KentuckySpace is a non-profit enterprise involving a consortium of universities and private organizations pursuing space-related education, R&D, small satellite design and launch operations.
Dennis Overbye wrote Monday about the plans by the Planetary Society to build and fly a series of solar sails, dubbed "LightSails," over the next three years, first in orbit around Earth and then into deeper space, saying that
About a year from now, if all goes well, a box about the size of a loaf of bread will pop out of a rocket some 500 miles above the Earth. There in the vacuum it will unfurl four triangular sails as shiny as moonlight and only barely more substantial. Then it will slowly rise on a sunbeam and move across the stars.

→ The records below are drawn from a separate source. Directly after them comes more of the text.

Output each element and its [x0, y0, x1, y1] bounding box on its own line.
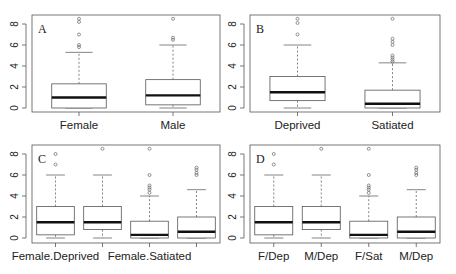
outlier-point — [272, 153, 275, 156]
iqr-box — [178, 217, 216, 238]
box-f-sat: F/Sat — [350, 147, 388, 262]
panel-letter: B — [256, 22, 264, 36]
y-tick-label: 0 — [227, 105, 238, 111]
outlier-point — [172, 36, 175, 39]
outlier-point — [195, 171, 198, 174]
y-tick-label: 8 — [227, 21, 238, 27]
box-male: Male — [146, 17, 201, 131]
y-tick-label: 2 — [9, 214, 20, 220]
x-tick-label: M/Dep — [304, 250, 338, 262]
outlier-point — [296, 21, 299, 24]
y-tick-label: 2 — [227, 214, 238, 220]
x-tick-label: M/Dep — [399, 250, 433, 262]
outlier-point — [54, 163, 57, 166]
panel-letter: A — [38, 22, 47, 36]
outlier-point — [78, 20, 81, 23]
panel-b: 02468BDeprivedSatiated — [227, 15, 440, 131]
panel-d: 02468DF/DepM/DepF/SatM/Dep — [227, 145, 440, 262]
x-tick-label: Female.Satiated — [108, 250, 192, 262]
box-deprived: Deprived — [270, 17, 325, 131]
iqr-box — [84, 207, 122, 230]
iqr-box — [146, 80, 201, 105]
outlier-point — [296, 33, 299, 36]
outlier-point — [148, 174, 151, 177]
iqr-box — [302, 207, 340, 230]
box-f-dep: F/Dep — [255, 153, 293, 263]
outlier-point — [272, 163, 275, 166]
y-tick-label: 6 — [227, 172, 238, 178]
y-tick-label: 2 — [9, 84, 20, 90]
outlier-point — [148, 147, 151, 150]
iqr-box — [397, 217, 435, 238]
outlier-point — [391, 17, 394, 20]
x-tick-label: Male — [161, 119, 186, 131]
y-tick-label: 0 — [227, 235, 238, 241]
box-male-deprived — [84, 147, 122, 247]
iqr-box — [255, 207, 293, 235]
y-tick-label: 6 — [227, 42, 238, 48]
outlier-point — [172, 17, 175, 20]
x-tick-label: Female.Deprived — [12, 250, 100, 262]
x-tick-label: F/Sat — [355, 250, 383, 262]
y-tick-label: 0 — [9, 105, 20, 111]
outlier-point — [367, 174, 370, 177]
outlier-point — [148, 191, 151, 194]
outlier-point — [296, 17, 299, 20]
outlier-point — [415, 166, 418, 169]
outlier-point — [391, 44, 394, 47]
box-male-satiated — [178, 166, 216, 247]
outlier-point — [367, 184, 370, 187]
outlier-point — [391, 54, 394, 57]
y-tick-label: 8 — [227, 151, 238, 157]
box-female: Female — [52, 17, 107, 131]
x-tick-label: Satiated — [371, 119, 413, 131]
x-tick-label: Female — [60, 119, 98, 131]
boxplot-figure: 02468AFemaleMale02468BDeprivedSatiated02… — [0, 0, 456, 274]
panel-letter: D — [256, 152, 265, 166]
outlier-point — [54, 153, 57, 156]
y-tick-label: 8 — [9, 151, 20, 157]
x-tick-label: Deprived — [274, 119, 320, 131]
outlier-point — [101, 147, 104, 150]
box-m-dep: M/Dep — [302, 147, 340, 262]
outlier-point — [78, 33, 81, 36]
outlier-point — [195, 166, 198, 169]
y-tick-label: 6 — [9, 172, 20, 178]
y-tick-label: 4 — [9, 63, 20, 69]
outlier-point — [391, 37, 394, 40]
outlier-point — [415, 171, 418, 174]
outlier-point — [367, 191, 370, 194]
iqr-box — [270, 77, 325, 101]
boxplot-canvas: 02468AFemaleMale02468BDeprivedSatiated02… — [0, 0, 456, 274]
x-tick-label: F/Dep — [258, 250, 289, 262]
y-tick-label: 2 — [227, 84, 238, 90]
y-tick-label: 4 — [9, 193, 20, 199]
box-female-satiated: Female.Satiated — [108, 147, 192, 262]
iqr-box — [52, 84, 107, 108]
outlier-point — [78, 17, 81, 20]
panel-c: 02468CFemale.DeprivedFemale.Satiated — [9, 145, 220, 262]
y-tick-label: 4 — [227, 63, 238, 69]
outlier-point — [367, 147, 370, 150]
y-tick-label: 0 — [9, 235, 20, 241]
outlier-point — [391, 40, 394, 43]
iqr-box — [365, 90, 420, 108]
outlier-point — [148, 184, 151, 187]
outlier-point — [78, 44, 81, 47]
iqr-box — [37, 207, 75, 235]
y-tick-label: 4 — [227, 193, 238, 199]
panel-a: 02468AFemaleMale — [9, 15, 220, 131]
outlier-point — [320, 147, 323, 150]
box-m-dep: M/Dep — [397, 166, 435, 262]
box-satiated: Satiated — [365, 17, 420, 131]
y-tick-label: 6 — [9, 42, 20, 48]
panel-letter: C — [38, 152, 46, 166]
y-tick-label: 8 — [9, 21, 20, 27]
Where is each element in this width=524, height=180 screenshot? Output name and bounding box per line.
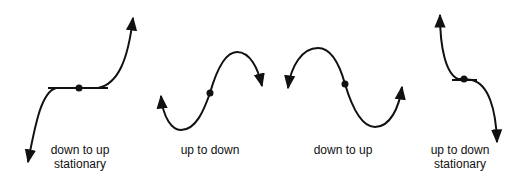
inflection-point-dot (342, 81, 349, 88)
panel-up-to-down-stationary (440, 15, 497, 142)
inflection-point-dot (76, 85, 83, 92)
panel-up-to-down (161, 52, 262, 130)
panel-down-to-up-stationary (28, 18, 133, 162)
label-line-1: up to down (431, 143, 490, 157)
inflection-point-dot (207, 90, 214, 97)
label-down-to-up: down to up (314, 143, 373, 157)
label-line-2: stationary (431, 157, 490, 171)
label-down-to-up-stationary: down to up stationary (51, 143, 110, 171)
cubic-curve (440, 15, 497, 142)
inflection-point-dot (461, 76, 468, 83)
label-line-1: up to down (181, 143, 240, 157)
panel-down-to-up (288, 48, 402, 127)
label-line-1: down to up (51, 143, 110, 157)
label-up-to-down-stationary: up to down stationary (431, 143, 490, 171)
label-line-2: stationary (51, 157, 110, 171)
label-line-1: down to up (314, 143, 373, 157)
label-up-to-down: up to down (181, 143, 240, 157)
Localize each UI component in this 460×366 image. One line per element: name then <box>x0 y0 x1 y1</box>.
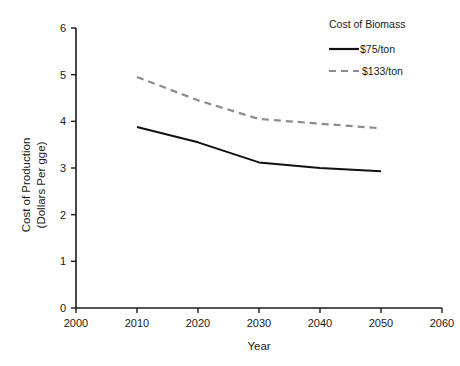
legend-item-solid[interactable]: $75/ton <box>329 43 395 55</box>
x-axis-title: Year <box>247 340 270 352</box>
x-tick-label: 2030 <box>247 317 271 329</box>
x-tick-label: 2000 <box>64 317 88 329</box>
line-chart: 0123456 2000201020202030204020502060 Cos… <box>0 0 460 366</box>
y-tick-label: 3 <box>60 162 66 174</box>
y-axis-title-line2: (Dollars Per gge) <box>35 141 47 228</box>
y-tick-label: 1 <box>60 255 66 267</box>
series-line-2 <box>137 77 381 128</box>
y-axis-title: Cost of Production (Dollars Per gge) <box>20 138 47 233</box>
x-axis-tick-labels: 2000201020202030204020502060 <box>64 317 454 329</box>
y-axis-tick-labels: 0123456 <box>60 22 66 314</box>
y-tick-label: 0 <box>60 302 66 314</box>
legend-label-solid: $75/ton <box>360 43 395 55</box>
legend-title: Cost of Biomass <box>329 18 405 30</box>
series-line-1 <box>137 127 381 171</box>
y-tick-label: 6 <box>60 22 66 34</box>
series-lines <box>137 77 381 171</box>
x-tick-label: 2060 <box>430 317 454 329</box>
y-tick-label: 5 <box>60 69 66 81</box>
x-tick-label: 2040 <box>308 317 332 329</box>
y-tick-label: 4 <box>60 115 66 127</box>
y-tick-label: 2 <box>60 209 66 221</box>
legend-label-dashed: $133/ton <box>362 65 403 77</box>
legend: Cost of Biomass $75/ton $133/ton <box>329 18 405 77</box>
x-tick-label: 2010 <box>125 317 149 329</box>
x-tick-label: 2020 <box>186 317 210 329</box>
legend-item-dashed[interactable]: $133/ton <box>329 65 403 77</box>
chart-canvas: 0123456 2000201020202030204020502060 Cos… <box>0 0 460 366</box>
y-axis-title-line1: Cost of Production <box>20 138 32 233</box>
x-tick-label: 2050 <box>369 317 393 329</box>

The project, interestingly enough, is the successor of the fated NanoSail effort, which failed to reach space when the stages on the Falcon-1 rocket taking it orbit did not separate. Overbye:
And so LightSail was born. Its sail, adapted from the Nanosail project, is made of aluminized Mylar about one-quarter the thickness of a trash bag. The body of the spacecraft will consist of three miniature satellites known as CubeSats, four inches on a side, which were first developed by students at Stanford and now can be bought on the Web, among other places. One of the cubes will hold electronics and the other two will carry folded-up sails, Dr. Friedman said.
A picture returned from the last Mercury flyby by MESSENGER appears to show a crater, lower left in the image, flooded by lava. The extent to which volcanism has affected the innermost planet is becoming clearer.
MESSENGER acquired this image of Mercury 78 minutes prior to closest approach, capturing the stark division between the sun-facing and the dark side of the planet referred to as the "terminator."
Wayne
NASA/Johns Hopkins University Applied Physics Laboratory/Carnegie Institution of Washington
Swooping by at an altitude of just 141.7 miles, images from MESSENGER'S third flyby of Mercury this week are now being posted. The surface in the lower right corner of this
image is near Mercury's terminator, the line between the day and night side of the planet.
The craft will settle into orbit around Mercury beginning on March 18, 2011.
Wayne
Credit: NASA/Johns Hopkins University Applied Physics Laboratory/Carnegie Institution of Washington
Chairman and CEO of the X-PRIZE Foundation, Peter Diamandis, writes that finding water on the Moon could be a turning point in human history.
Revealing water in significant quantities on the Moon could truly be a turning point in space exploration. Who will set up the first water mining plants? Given low-cost availability of water, hydrogen and oxygen, what type of off-Earth economies and exploration will this enable? The question is not too dissimilar to those questions asked when oil was discovered buried deep under the Earth or under the oceans. We eventually designed the technology to mine and extract this precious resource. It's what we do as humans and entrepreneurs.
While the number of planets orbiting other stars stands at 373, it's easy to forget that the estimate of the number of significant bodies in our own solar system is constantly changing. Thought to be covered in water ice, Haumea is the fourth largest dwarf planet in the Kuiper Belt, following Eris, Pluto and Makemake. And in the just last ten years many more trans-Neptunian objects with a diameter of at least 500 km have been added to the catalog, according to Paul Gilster at Centauri Dreams. That total now numbers seventy.